Sipping drinks under a tarp on the southwest coast of Tahiti, my wife and I had a crisis of confidence.
Rain beat on the blue plastic above our heads and spattered the lagoon to our left. The restaurant had a total of four patrons at lunchtime, all of us slightly chilled. The sky was gray, the water was gray, and so was my wife's face.
We'd chosen French Polynesia for our honeymoon because it seemed alien and romantic — remote specks of green in the expansive blue of the South Pacific. Likely, we would visit only once in our lives. Getting there would take a full day, but the reward, we imagined, would be miles of snorkeling, breezy hotels and sunup-to-sundown sunshine.
We flew on a Sunday morning into Papeete, the territory's largest city. A $30 cab ride took us from the airport to our first resort, a few miles down the coast in Puna'auia. After we checked in with a succinct, unsmiling clerk and paid for a mediocre $40 breakfast, the first drops of rain started to fall.
The next day, the clouds burst. Ditching our hopes for the beach, we rented a car and spent most of the day driving the 72-mile circumference of the island to get the lay of the land and see waterfalls.

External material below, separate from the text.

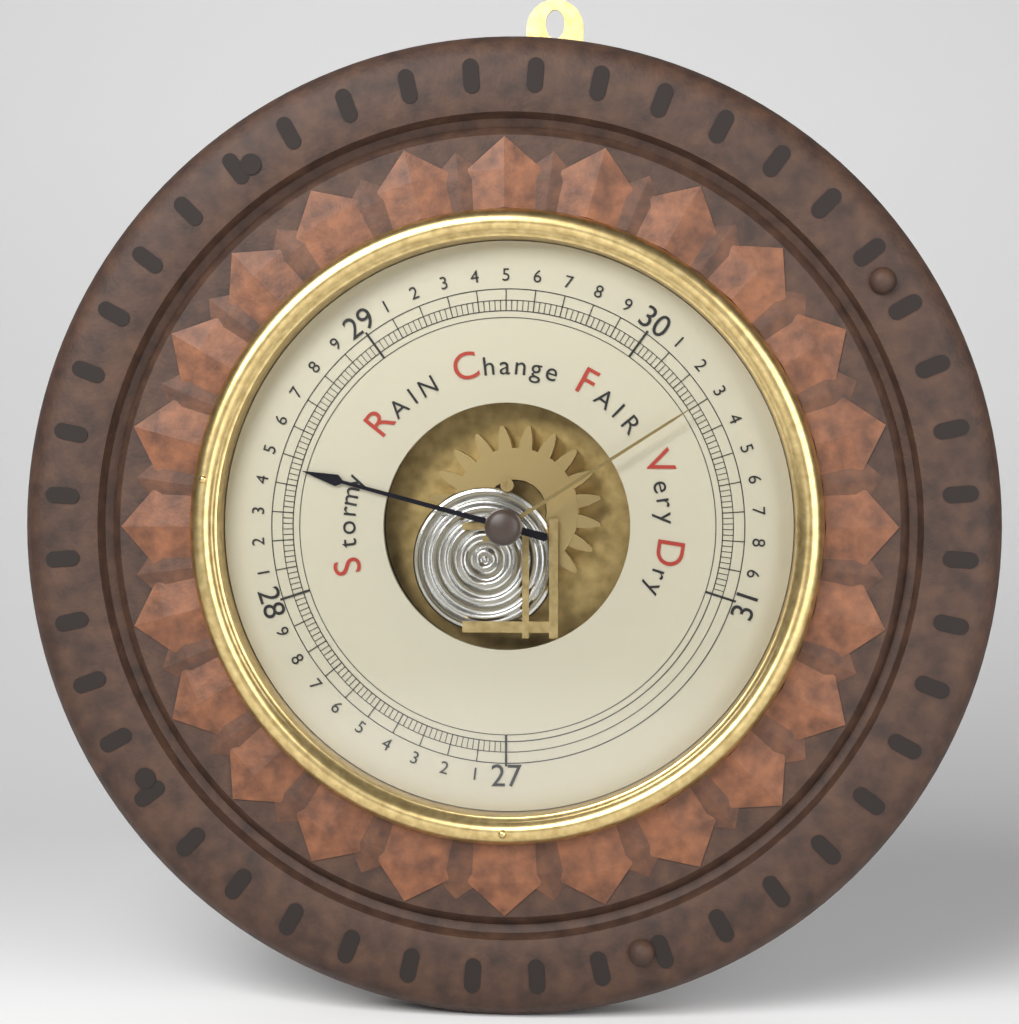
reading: 28.46 inHg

If you've been to a tropical place when it's raining, you know that what's charming in sunshine can look sad in a downpour. The greens aren't so green, and the water is not blue. We watched as rainwater gushed down from the mountains, churning red plumes of soil into the gray ocean, which looked like Lake Superior in November.
As the rain relented and clouds set in, we drove through Papeete, where the sidewalks and roads were busy, and the colonial buildings looked dingy.
It was an uninspiring afternoon, punctuated by our own clipped diplomacy regarding the rate at which the windshield wipers were wiping. We needed information. So we began tentatively questioning the hotel staff on the subject of weather.